Small stone Tribute to Hermes |
We create because we can and we must. Idle on the beach today I saw the excellent stones that were calling to be piled into these small sculptural formations. We see these on beaches and at trailheads. We pile one stone upon another as a tribute to Hermes who will see us on a safe journey. Hermes delivers messages from the gods, is the the go-between worlds of the mortal and divine, and guides people when they die to the underworld. He is the protector of travelers and boundaries, orators, poets, literature, sports, athletics, invention, and the finder of things lost or stolen. Hermes is most often seen carrying the cadeusus, the staff of crossed snakes with wings above and which is different from the symbol of the physician which is the Rod of Asclapius and has only one snake.
On a quiet stone wall at the beach. |
Jizo has a long mythological beginning and is said to have developed in China, more so than in India, and then to have been modified again with the development of devotion to Jizo in Japan. Early mythic connections come from the Hindu goddess Prithvi, associated with the earth and fertility, who is the mother of all creatures and the consort of the sky. Much later in China, Jizo was connected with Kokuzo Bosatsu who represented space so that the two paired together represented the blessings of earth and space. In the Jizo Bosatsu Sutra, a 7th Century Chinese translation from Sanskrit, Prithvi vows to use all her miraculous powers to protect Jizo devotees. Here is an interesting marriage of Hinduism referred to in a Buddhist sutra that I suggest has Greek influence.
Greek influence has already occurred in India long before the development of Jizo and the merging of mythic forces is very possible and likely. Hermes as an essential figure in the pantheon is completely present in the culture of Alexander and his retinue. To transfer this responsibility that Hermes carried in his messaging and care of the underword seems totally natural in its development and transfer into China and Japan once the pagan world diminished. The archetypal responsibility would not just be abandoned, but would be redrawn and expressed in a means that spoke in the adoptive culture. This entails a great deal of study and elucidation and is too big a subject for this column and I'm not doing it justice, but it touches me as another example of syncretic mythical development from Greek and Indian symbols and practices with the Buddhist Asian and Mediterranean pantheons.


**Work required**
Keep each entry exactly as written when you repeat it, and skip the images.

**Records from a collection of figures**
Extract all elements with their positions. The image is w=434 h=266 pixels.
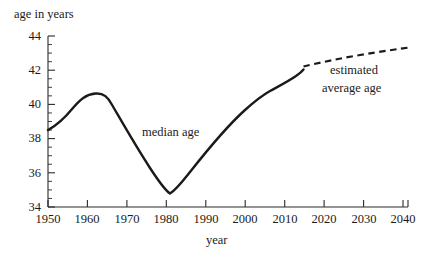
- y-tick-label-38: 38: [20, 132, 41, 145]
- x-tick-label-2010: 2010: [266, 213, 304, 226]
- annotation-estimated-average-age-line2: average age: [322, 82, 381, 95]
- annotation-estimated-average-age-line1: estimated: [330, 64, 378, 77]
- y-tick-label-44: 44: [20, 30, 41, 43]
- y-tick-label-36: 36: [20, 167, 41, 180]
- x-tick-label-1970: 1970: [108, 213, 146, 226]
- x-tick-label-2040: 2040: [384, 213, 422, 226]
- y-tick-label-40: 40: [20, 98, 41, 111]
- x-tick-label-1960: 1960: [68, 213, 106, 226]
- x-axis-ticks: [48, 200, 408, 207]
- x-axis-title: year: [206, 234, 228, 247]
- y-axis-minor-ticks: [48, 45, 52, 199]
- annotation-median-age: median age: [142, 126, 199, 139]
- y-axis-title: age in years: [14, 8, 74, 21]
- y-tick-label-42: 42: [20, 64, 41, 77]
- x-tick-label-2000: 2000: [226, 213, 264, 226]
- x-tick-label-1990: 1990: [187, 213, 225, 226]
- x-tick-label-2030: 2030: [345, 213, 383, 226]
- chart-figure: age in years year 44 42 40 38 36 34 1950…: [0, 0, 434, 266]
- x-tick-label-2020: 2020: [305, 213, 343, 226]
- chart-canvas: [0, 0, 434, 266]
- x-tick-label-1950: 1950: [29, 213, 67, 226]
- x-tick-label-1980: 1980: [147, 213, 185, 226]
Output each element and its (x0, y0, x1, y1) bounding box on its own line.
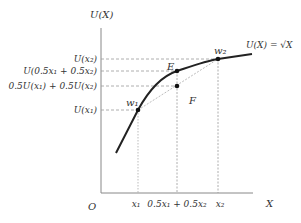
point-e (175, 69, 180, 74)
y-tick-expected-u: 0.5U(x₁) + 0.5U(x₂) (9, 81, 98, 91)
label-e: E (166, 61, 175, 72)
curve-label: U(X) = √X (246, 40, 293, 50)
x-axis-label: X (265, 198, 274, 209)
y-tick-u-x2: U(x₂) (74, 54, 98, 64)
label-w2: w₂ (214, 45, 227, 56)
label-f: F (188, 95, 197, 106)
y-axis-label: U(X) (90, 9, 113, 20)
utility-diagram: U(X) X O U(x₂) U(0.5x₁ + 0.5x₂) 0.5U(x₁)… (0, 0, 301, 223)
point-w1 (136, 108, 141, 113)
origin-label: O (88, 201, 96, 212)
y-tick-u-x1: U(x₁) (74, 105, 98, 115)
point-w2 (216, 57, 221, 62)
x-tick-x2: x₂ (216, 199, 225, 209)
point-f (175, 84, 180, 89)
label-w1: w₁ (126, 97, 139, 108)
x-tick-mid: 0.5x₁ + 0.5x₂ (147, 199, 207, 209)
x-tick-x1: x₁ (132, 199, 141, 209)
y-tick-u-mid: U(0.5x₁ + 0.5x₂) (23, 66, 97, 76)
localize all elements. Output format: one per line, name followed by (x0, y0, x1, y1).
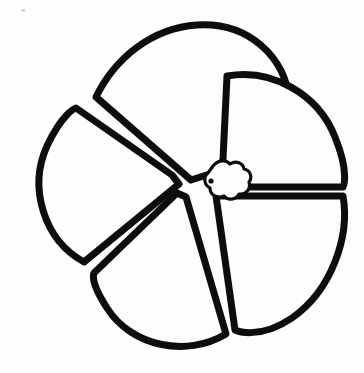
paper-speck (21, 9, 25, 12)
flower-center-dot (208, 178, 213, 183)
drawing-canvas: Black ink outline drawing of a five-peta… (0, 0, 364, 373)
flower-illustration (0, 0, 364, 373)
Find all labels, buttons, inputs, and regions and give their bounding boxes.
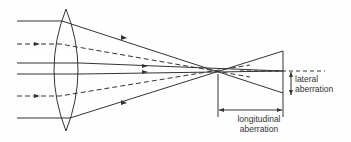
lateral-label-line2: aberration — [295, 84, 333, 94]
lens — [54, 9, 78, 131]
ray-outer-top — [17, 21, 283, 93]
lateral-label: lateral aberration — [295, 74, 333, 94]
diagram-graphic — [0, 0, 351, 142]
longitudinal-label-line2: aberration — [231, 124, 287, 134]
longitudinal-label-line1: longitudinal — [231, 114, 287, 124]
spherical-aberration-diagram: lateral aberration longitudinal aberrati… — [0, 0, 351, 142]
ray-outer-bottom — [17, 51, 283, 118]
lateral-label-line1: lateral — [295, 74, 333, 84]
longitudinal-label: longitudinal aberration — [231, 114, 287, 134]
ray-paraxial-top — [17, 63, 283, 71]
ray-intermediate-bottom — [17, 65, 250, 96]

**Response**
Extract all elements with their positions. The image is w=434 h=266 pixels.
- y-tick-label-38: 38: [20, 132, 41, 145]
- x-tick-label-2010: 2010: [266, 213, 304, 226]
- annotation-estimated-average-age-line2: average age: [322, 82, 381, 95]
- annotation-estimated-average-age-line1: estimated: [330, 64, 378, 77]
- y-tick-label-44: 44: [20, 30, 41, 43]
- y-tick-label-36: 36: [20, 167, 41, 180]
- x-tick-label-1970: 1970: [108, 213, 146, 226]
- x-tick-label-2040: 2040: [384, 213, 422, 226]
- y-tick-label-40: 40: [20, 98, 41, 111]
- x-tick-label-1960: 1960: [68, 213, 106, 226]
- x-axis-ticks: [48, 200, 408, 207]
- x-axis-title: year: [206, 234, 228, 247]
- y-axis-minor-ticks: [48, 45, 52, 199]
- annotation-median-age: median age: [142, 126, 199, 139]
- y-axis-title: age in years: [14, 8, 74, 21]
- y-tick-label-42: 42: [20, 64, 41, 77]
- x-tick-label-2000: 2000: [226, 213, 264, 226]
- x-tick-label-1990: 1990: [187, 213, 225, 226]
- x-tick-label-2030: 2030: [345, 213, 383, 226]
- chart-figure: age in years year 44 42 40 38 36 34 1950…: [0, 0, 434, 266]
- x-tick-label-2020: 2020: [305, 213, 343, 226]
- chart-canvas: [0, 0, 434, 266]
- x-tick-label-1950: 1950: [29, 213, 67, 226]
- x-tick-label-1980: 1980: [147, 213, 185, 226]
Output each element and its (x0, y0, x1, y1) bounding box on its own line.
point-e (175, 69, 180, 74)
y-tick-expected-u: 0.5U(x₁) + 0.5U(x₂) (9, 81, 98, 91)
label-e: E (166, 61, 175, 72)
curve-label: U(X) = √X (246, 40, 293, 50)
x-axis-label: X (265, 198, 274, 209)
y-tick-u-x2: U(x₂) (74, 54, 98, 64)
label-w2: w₂ (214, 45, 227, 56)
label-f: F (188, 95, 197, 106)
y-axis-label: U(X) (90, 9, 113, 20)
utility-diagram: U(X) X O U(x₂) U(0.5x₁ + 0.5x₂) 0.5U(x₁)… (0, 0, 301, 223)
point-w1 (136, 108, 141, 113)
origin-label: O (88, 201, 96, 212)
y-tick-u-x1: U(x₁) (74, 105, 98, 115)
point-w2 (216, 57, 221, 62)
x-tick-x2: x₂ (216, 199, 225, 209)
point-f (175, 84, 180, 89)
label-w1: w₁ (126, 97, 139, 108)
x-tick-mid: 0.5x₁ + 0.5x₂ (147, 199, 207, 209)
x-tick-x1: x₁ (132, 199, 141, 209)
y-tick-u-mid: U(0.5x₁ + 0.5x₂) (23, 66, 97, 76)
localize all elements. Output format: one per line, name followed by (x0, y0, x1, y1).
paper-speck (21, 9, 25, 12)
flower-center-dot (208, 178, 213, 183)
drawing-canvas: Black ink outline drawing of a five-peta… (0, 0, 364, 373)
flower-illustration (0, 0, 364, 373)
Find all labels, buttons, inputs, and regions and give their bounding boxes.
lateral-label-line2: aberration — [295, 84, 333, 94]
lens — [54, 9, 78, 131]
ray-outer-top — [17, 21, 283, 93]
lateral-label: lateral aberration — [295, 74, 333, 94]
diagram-graphic — [0, 0, 351, 142]
longitudinal-label-line2: aberration — [231, 124, 287, 134]
longitudinal-label-line1: longitudinal — [231, 114, 287, 124]
spherical-aberration-diagram: lateral aberration longitudinal aberrati… — [0, 0, 351, 142]
ray-outer-bottom — [17, 51, 283, 118]
lateral-label-line1: lateral — [295, 74, 333, 84]
longitudinal-label: longitudinal aberration — [231, 114, 287, 134]
ray-paraxial-top — [17, 63, 283, 71]
ray-intermediate-bottom — [17, 65, 250, 96]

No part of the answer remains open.